Why Do Safety Programs Fail?

June 29, 2005
When safety professionals evaluate the success or failure of their programs, they often turn to safety metrics such as frequency and severity rates of injuries, illnesses and incidents. But consultant Francis Sehn believes safety practitioners in search of success need to look deeper.

"Oftentimes, we look at failure through the numbers," Sehn said. "When you think about it, are we just talking about numbers? Aren't we talking about people here?"

Sehn, a risk management consultant and assistant vice president with Glen Allen, Va.-based insurance brokerage firm Hilb Rogal & Hobbs, presented some alternate definitions of failure in his presentation titled "Why Safety Programs Fail and a Model for Success" at the American Society of Safety Engineers' (ASSE) annual conference in New Orleans.

Sehn then offered a step-by-step approach for circumventing such failures.

Building on Dietrich Dorner's definition of failure in Dorner's book The Logic of Failure, Sehn suggested that the true meaning of failure is when a worker does not perform a task in a safe manner.

Sehn also pointed to Henry Petroski's definition of failure in Petroski's book To Engineer is Human: "'Failure appears to be inevitable in the wake of prolonged success, which encourages lower margins of safety.'" Petroski adds, "'failure in turn leads to greater safety margins and hence, new periods of success.'"

That analysis easily can be applied to safety failures in general industry and construction, Sehn asserted.

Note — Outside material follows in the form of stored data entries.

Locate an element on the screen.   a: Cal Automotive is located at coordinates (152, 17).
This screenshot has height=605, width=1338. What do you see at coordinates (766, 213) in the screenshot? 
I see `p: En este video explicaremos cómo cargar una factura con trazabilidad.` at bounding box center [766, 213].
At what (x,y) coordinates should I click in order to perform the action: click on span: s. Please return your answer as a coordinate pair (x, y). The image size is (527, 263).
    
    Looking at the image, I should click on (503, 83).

"When do we focus on safety? When we have problems, when our incidents are high," Sehn said, adding that such focus is only short-term. "We focus on it until things get better or appear to get better then we forget about it."

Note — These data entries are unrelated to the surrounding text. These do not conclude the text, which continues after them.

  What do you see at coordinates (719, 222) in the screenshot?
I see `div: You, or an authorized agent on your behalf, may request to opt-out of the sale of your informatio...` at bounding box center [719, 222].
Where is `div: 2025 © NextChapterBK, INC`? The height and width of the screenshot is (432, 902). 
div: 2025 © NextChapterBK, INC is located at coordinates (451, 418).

According to Sehn, some of the most common causes of failure in EHS efforts include:

  • Labeling safety efforts as "programs." Safety programs, like television programs, have a start and finish, and Sehn contends that the concept of a safety program has a "built-in failure mode." A better alternative is to think of safety as a process. "Processes evolve into new processes," Sehn said. "They continue to evolve and change. Programs will fatigue and ultimately die."
  • Looking to best practices, policies and procedures as the ultimate antidote to failure. Compliance with federal standards is important, according to Sehn, but it's not necessarily the answer. Sehn points to Lisa Cullen's remarks in her social commentary A Job to Die for: "OSHA is de-motivated, underfunded, understaffed and, in many cases, poorly trained." If this is even close to true, compliance alone might not be enough of an incentive for employers to maintain safe work environments, Sehn asserted.
  • The paradigm that safety professionals are managers, not leaders. Many safety professionals are viewed as firefighters or technocrats. However, safety practitioners need to be viewed as leaders and innovators; they need to shift from training, inspections and statistic-keeping to competency-based training, system audits/assessments and root-cause analysis, according to Sehn.

Drawing from two management books written by Harvard professor John Kotter, Sehn presented an eight-step model for transformation in organizations that Sehn believes easily can be adapted to EHS.

  1. Establish a sense of urgency. The EHS leader should analyze the current situation to determine what works and where there are apparent gaps and then present this assessment to top management.
  2. Create a guiding coalition. A team of key personnel needs to lead the safety change effort. All team members should have an area of responsibility and accountability. As a mechanism for providing guidance for the creation of the coalition, Sehn recommended management oversight committees instead of safety committees.
  3. Develop a goal with a corresponding strategy or plan that will provide direction for the change to take place. Sehn recommended leading indicator goals such as a target of 100-percent compliance with PPE over lagging indicator goals (such as a goal of reducing injuries by 15 percent). Remember that the overriding goal is protecting people, property and the environment.
  4. Communicate the goals. Use every vehicle possible including e-mail and the Internet to constantly communicate EHS goals and where the organization stands in relationship to the goals. Top management must be visible and involved in communications (e.g., leading each communication with a safety message, comment or statement). The coalition must model the expected behavior for all employees.
  5. Empower broad-based action. If there are obstacles to change whether physical or systems they must be removed. Employees must be encouraged to offer ideas that might be considered non-traditional or risk-taking in nature. Resources should be directed at safety engineering solutions vs. traditional approaches.
  6. Generate short-term wins. Create wins based on data improvement, audits and monitoring; communicate these results; recognize those responsible; and celebrate.
  7. Consolidate gains and produce more gains. Hire and promote change agents who provide the credibility to change the systems, structures and policies that do not fit together in the process and look for opportunities for continuous improvement.
  8. Integrate new approaches into the new safety culture. Create better performance through employee safe behaviors, and explain to employees the connection between behaviors and success. Develop a means to ensure leadership and succession.

Sehn concluded by telling the audience when people, property and the environment are concerned, failure is not an option.